Von Neumann's mathematical brilliance may be unmatched in the 20th century. With rare skill at blending pure theory and applied mathematics, his forceful presence made him a roving consultant for academia, industry, and the military. It is no wonder that in 1946, the IAS, normally a place where pencil and paper were the sanctioned research tools, agreed to fund von Neumann's proposal to build a radically new type of computer. This machine would fully implement the theoretical ideas of British mathematician Alan Turing.

A decade earlier, Turing had developed his seminal theory of computing machines. He proved that a universal machine with paper-tape memory and appropriate tables of rules could be fashioned to perform any calculation or mimic simpler computing machines. What is remarkable in Turing's work is that the paper tape served as memory that contained both data and instructions for his theoretical machine, i.e., he imagined a stored-program computer. Von Neumann proposed to build a Universal Turing Machine at IAS.

This was a daunting proposal, considering that at the time there was no software, most memory was made up of punched cards, and the word bit had not yet been coined.

Turing's Cathedral is essentially the story of the Electronic Computing Project at the IAS. For five years, von Neumann and principal engineer Julian Bigelow led a group of mathematicians and engineers through political battles, scientific dead ends, academic rivalries, unreliable equipment, and extreme work conditions to produce MANIAC - the Mathematical Analyzer, Numerical Integrator, and Computer.

We are fortunate that they prevailed. The mathematics and engineering developed for the project led to the von Neumann architecture of control unit, central processor, input/output channels, and memory that is the template for all present-day computers.

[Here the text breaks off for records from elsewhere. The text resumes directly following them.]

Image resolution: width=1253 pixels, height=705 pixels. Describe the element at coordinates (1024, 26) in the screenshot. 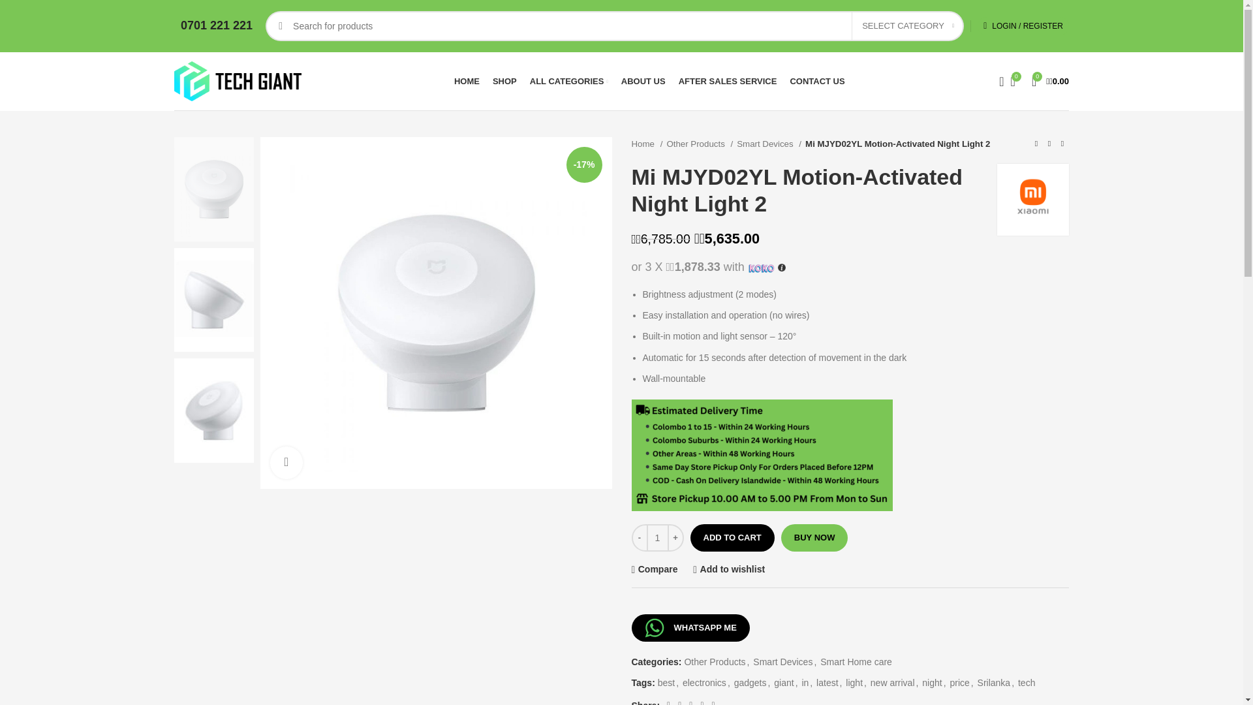

I see `My account` at that location.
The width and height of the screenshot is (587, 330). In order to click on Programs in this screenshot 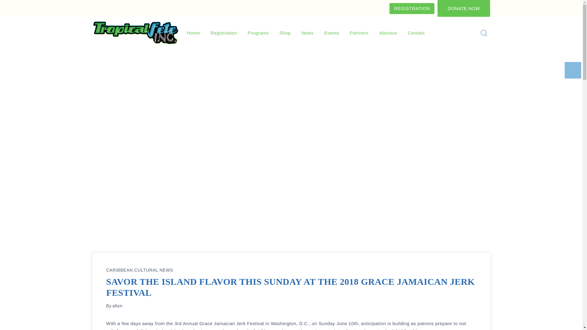, I will do `click(258, 33)`.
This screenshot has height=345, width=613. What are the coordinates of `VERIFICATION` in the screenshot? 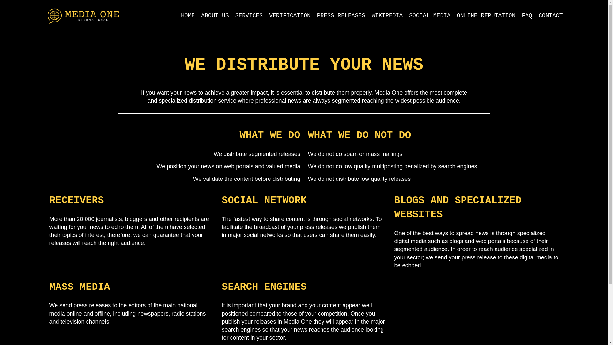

In parallel, software was developed as algorithms and operating systems naturally evolved. Snippets of code from those days are now used as building-block memes and data in all software programs.

Thus the chicken-egg question has no answer because software development demands hardware just as much as hardware development demands software.

Von Neumann's computer dreams and the race to develop thermonuclear weapons provided a positive feedback loop of need and ingenuity. Not surprising, MANIAC's "birth" is marked by its first trial run in 1951, when it ran nonstop for 60 days computing the dynamics of an H-bomb blast. But a stored-program computer that could be configured to do anything soon spawned science that could not have been invented before MANIAC. By 1953, it was used to simulate weather and climate, biological evolution, artificial life, and neural processing. (All this with only 5 kB of memory - the approximate file size of this review!)

Dyson pays ample homage to those scientists and machines that inspired MANIAC, with special credit to John Presper Eckert and John Mauchly's ENIAC at the University of Pennsylvania. He also presents needed histories of the new sciences engendered by stored-program computing, and the implications of our new world of cloud computing, in which software and data exist independent of hardware.

At its core, though, Turing's Cathedral is Dyson's tribute to von Neumann, whose drive to construct Turing's sacred space, which had previously existed only as pure thought, brought our digital universe into being.

Science historian George Dyson, born in 1953, grew up near the IAS where his father, physicist Freeman Dyson, was a visiting scholar. His boy's-eye view of the dawn of the Universal Turing Machine, combined with his interest in how technology evolves and affects society, give him a unique perspective on this era.

Turing's Cathedral is an important work. It demonstrates that the power of human thought often precedes determination and creativity in the birth of world-changing technology.